How Good Was Babyface Roman Reigns Actually?
10. Presence/Look/Presentation
Just take a look at Roman and you'll understand the thinking behind WWE’s head office throwing their full weight behind making him the heir to John Cena as the top guy. He’s big, strong, athletic, and women are kicking off their shoes to try to be with him just at the sight of the muscular Adonis.
However, presentation played a large part in why these early years failed to capitalise on Roman's talents. After The Shield split up, Seth Rollins and Dean Ambrose got new entrance music, updated their look and ran with personas that expanded on their work in the group. Meanwhile, Reigns kept everything that worked before, and that was to his detriment. Coming in through the crowd clicked for The Shield because they looked and felt like a SWAT team about to indulge in guerrilla warfare; Roman walking through the crowd alone made it look like he hadn’t let go of the past, whilst his compatriots had moved on without him.
Entrance music was also a big problem with this part of Roman’s career. As the 'Tribal Chief', he has music that demands your attention. From its thumping drum intro, it feels godlike and commands spectacle with its grandiose operatic vocals. It suits his aura, with a main piano melody drenched in drama and punctuated by stabs of powerful, distorted guitars. The Shield’s music is so intrinsically linked to their arrival as a team, because they had such a monumental, landscape-altering impact on WWE. Just giving that music to Reigns meant he had to carry the weight of all of that, and it was too much for any one man to carry, let alone a performer still trying to "find his thing".

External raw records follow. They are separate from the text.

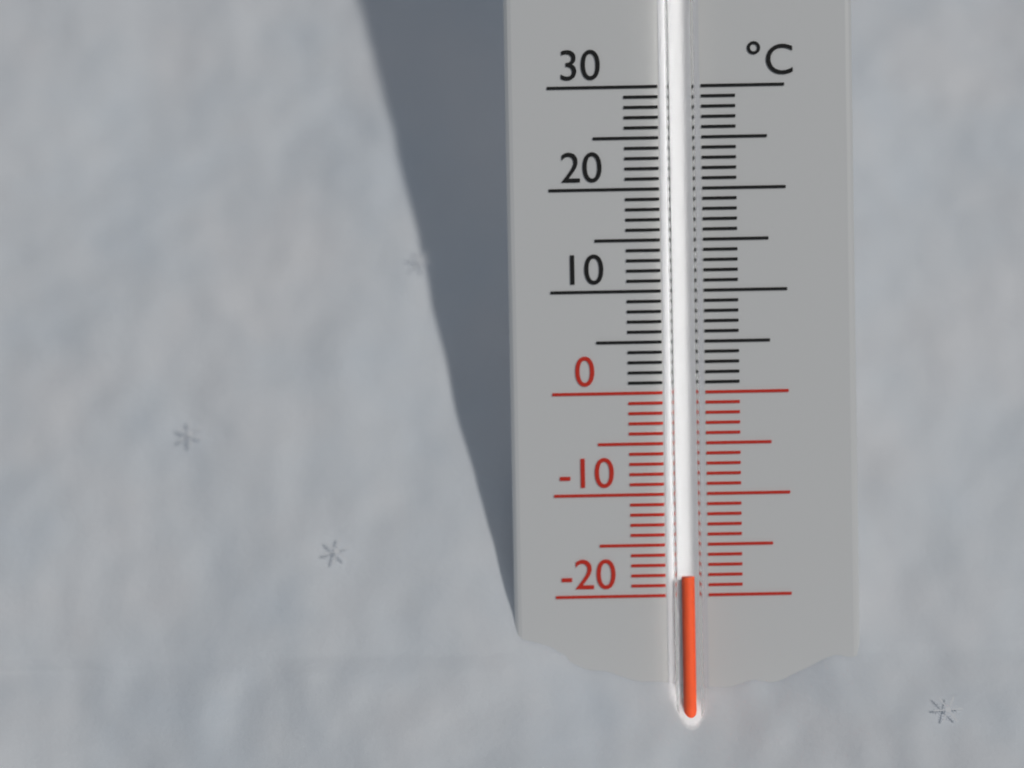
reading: -18 °C
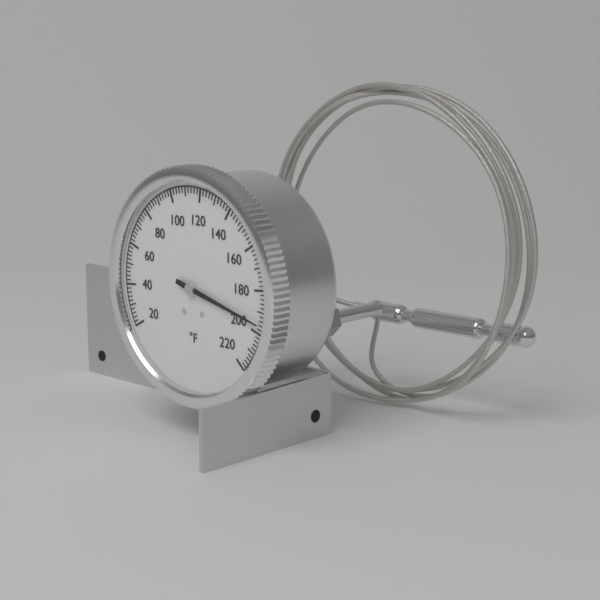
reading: 196 °F
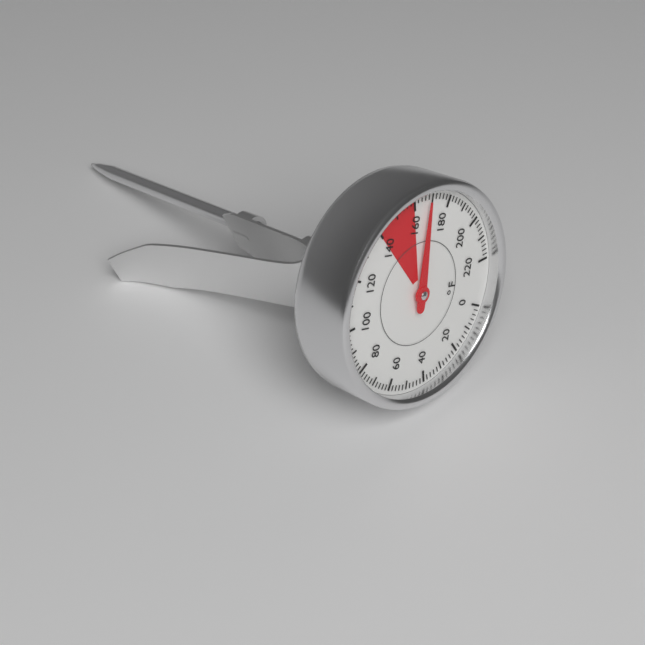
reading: 168 °F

Roman's look didn’t receive an update either. See him today, kitted out in the freshest shoes from sneaker culture and his logo looking like wrestling’s Jumpman. Keeping the SWAT team look of The Shield felt silly because the whole point of that look was to make it seem like the members of that group were geared for squad combat. One man in protective gear looks scared.
The biggest problem in keeping the look, music, and feel of The Shield is rooted in ethics, too. The stable worked because they looked, felt and were presented as being anti-establishment, but Roman couldn’t have been more anointed by Vince McMahon if he came out doing the 'Billionaire Strut'. His presentation vs. the reality of the situation were completely incongruous with one another, especially for an audience that felt overly cynical towards Roman.
Cody Rhodes is a great babyface, but he embraces the idea of being "QB1". Roman was given that jersey in this era, but his presentation was supposed to make us believe that he wasn't handed that on a silver platter, and it didn't work for him.
None of this is Roman’s fault. He was pushed in ways that his skillset couldn’t handle yet - WWE let Roman down with all this negligence. The thought behind him was “if it ain’t broke, don’t fix it”. Audience reaction from the very beginning should've shown this to be deeply flawed logic.